Growth all the way around downtown will help downtown. The big question right now is the convergence of autonomous vehicles and transportation as a service. That’s a fascinating discussion, and every expert who talks about it believes that’s going to happen faster than any of us believe. It’s going to be like the iPhone, where all of a sudden everyone is going to be doing it. It will happen in Boise slower than in other places, but it will happen; I’m sure of that.
How would autonomous vehicles affect growth?
If you lived in Meridian, and you could basically call up a vehicle like you do on Uber, the vehicle pulls up, you sit down, you can be typing on your laptop or talking on your phone. Do you really care if the commute is 10 minutes longer?
The one risk to autonomous vehicles is that it could spread people out because it would make it easier to live in western Star than it is now. Density is good, and we need vacant land for other things to live than people. I want to be able to drive out and go chukar hunting. I don’t want to live in LA where it just goes on forever, so I think we need to continue to try to be a dense downtown. Autonomous vehicles could work against that. I am no expert, but if you could really sit in the car and time wasn’t a big deal because you can watch CNN in the car, maybe you would live further out.

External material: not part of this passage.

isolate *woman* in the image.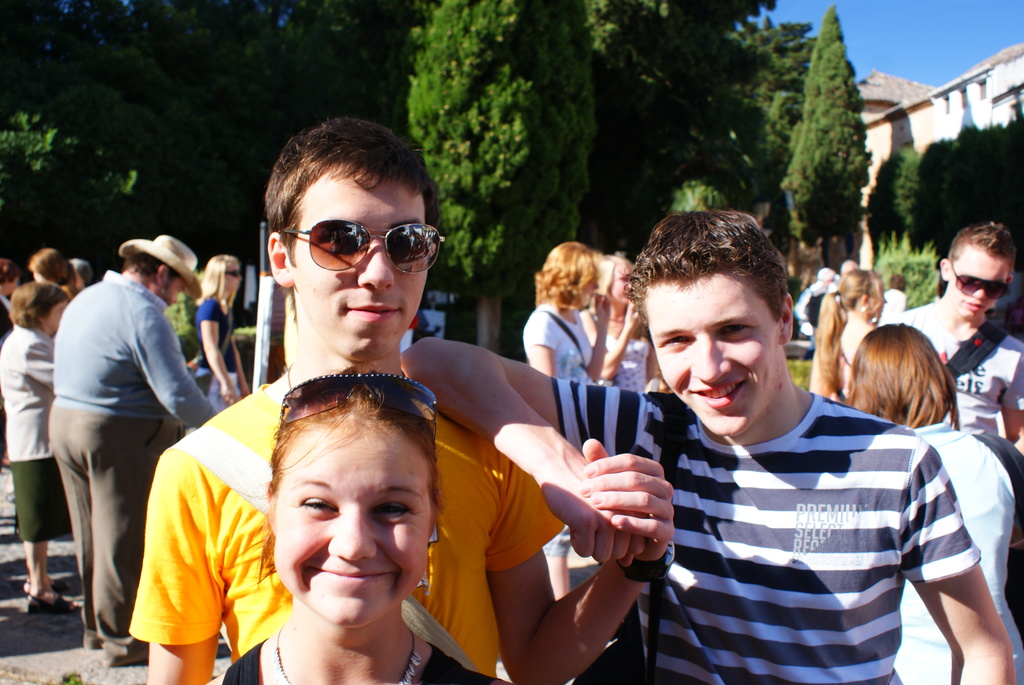
Isolated region: 199/368/508/684.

Every expert I talk to says this is coming fast. This isn’t a 20-year deal; this is a five-year deal.
Given all this, how can local business and public leaders prevent Boise from spreading out too much?

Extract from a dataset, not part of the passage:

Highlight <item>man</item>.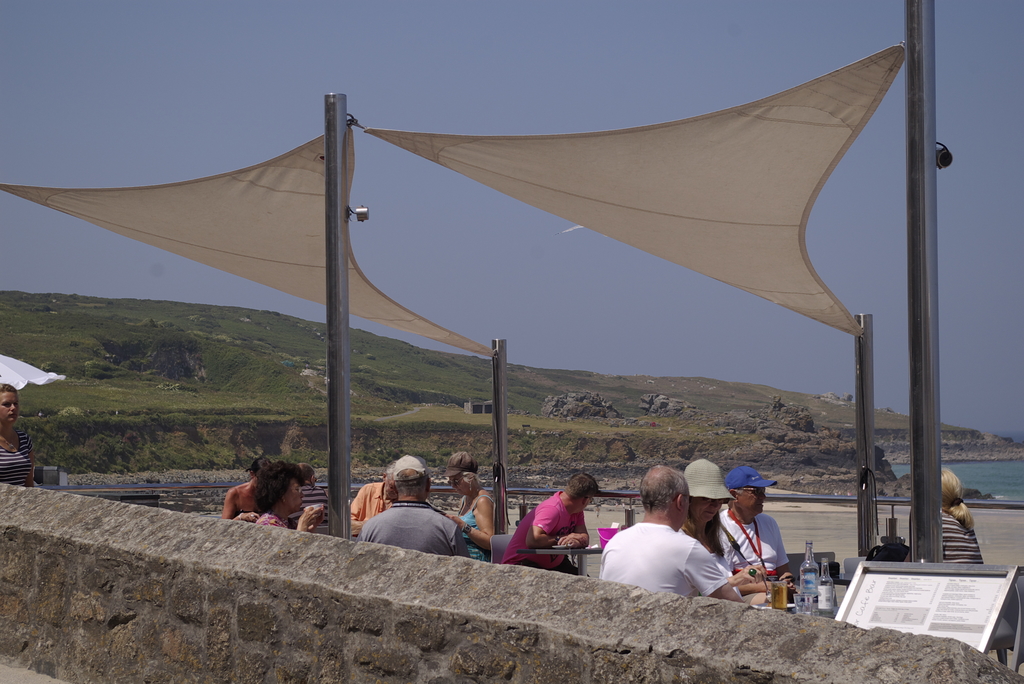
Highlighted region: region(360, 458, 473, 560).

We need to promote dense development. There are still a lot of vacant lots downtown. How do you get people to build on them?

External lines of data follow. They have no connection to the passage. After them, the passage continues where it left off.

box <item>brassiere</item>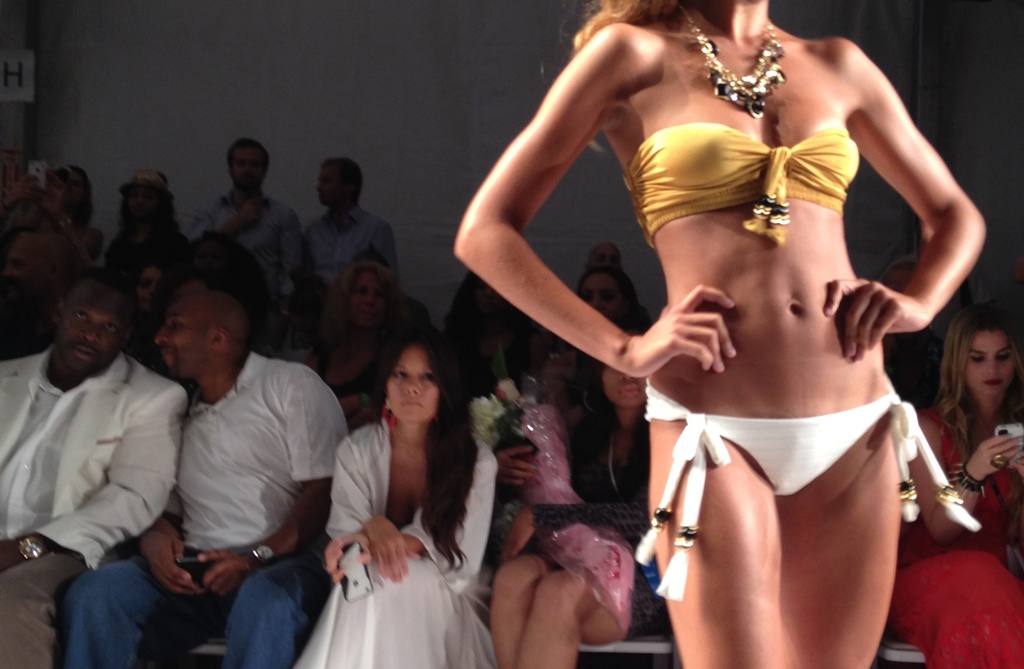
l=628, t=0, r=926, b=281
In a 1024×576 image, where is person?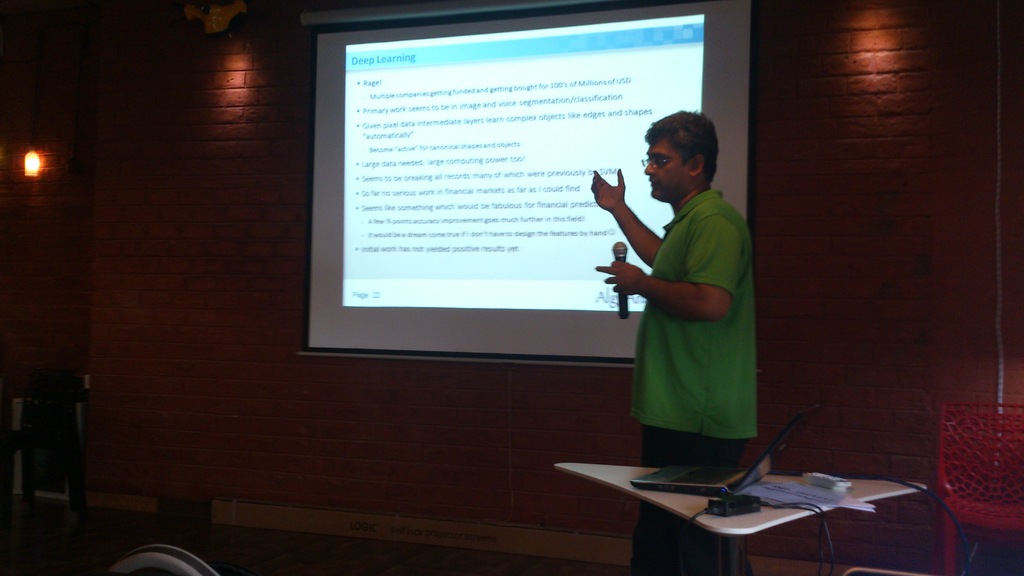
bbox(591, 112, 758, 575).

There are a lot of things we could do. Take impact fees. The people at ACHD have the best intentions, yet they believe 1 mile of roadway in western Star is the same as 1 mile of roadway in Harris Ranch. Yet that Harris Ranch person will drive less than the person in western Star. For my building at 11th and Idaho, my ACHD traffic impact fees will be more than the land cost, and the roads are all already there.
If you build a housing unit downtown, you pay ACHD traffic impact fees. I am not picking on ACHD. Everyone’s heart is in the right spot, but we need to figure out ways to motivate dense development or you end up looking more like LA than Portland.
We only have one chance to do it right. Almost every building will be here for 100 years.
How do other cities promote this density?
I don’t have an easy answer to that. Some, like Portland, have urban growth boundaries. And I don’t know beyond that; my guess is they give breaks in fees and things like that for projects that don’t force people to get into their cars to go places.
We need to look at this at a higher level and collaborate – the Chamber, the City Council, the mayor, ACHD. We have to be smart about what we do. For the most part, so far, we have been smart; things like the streetcar, the stadium, the library are exactly the things we should be looking at. I’m not going to take a stand on whether we should do them or not, but they’re something we should be evaluating. Trying to get College of Western Idaho downtown.
If we want the smart young people to want to be here, we’ve got to create a liberal, accepting urban environment. Housing has to be part of it. Mike Brown and Casey Lynch (of LocalConstruct) have done that; they’ve stepped up and done downtown housing when old-time people are not.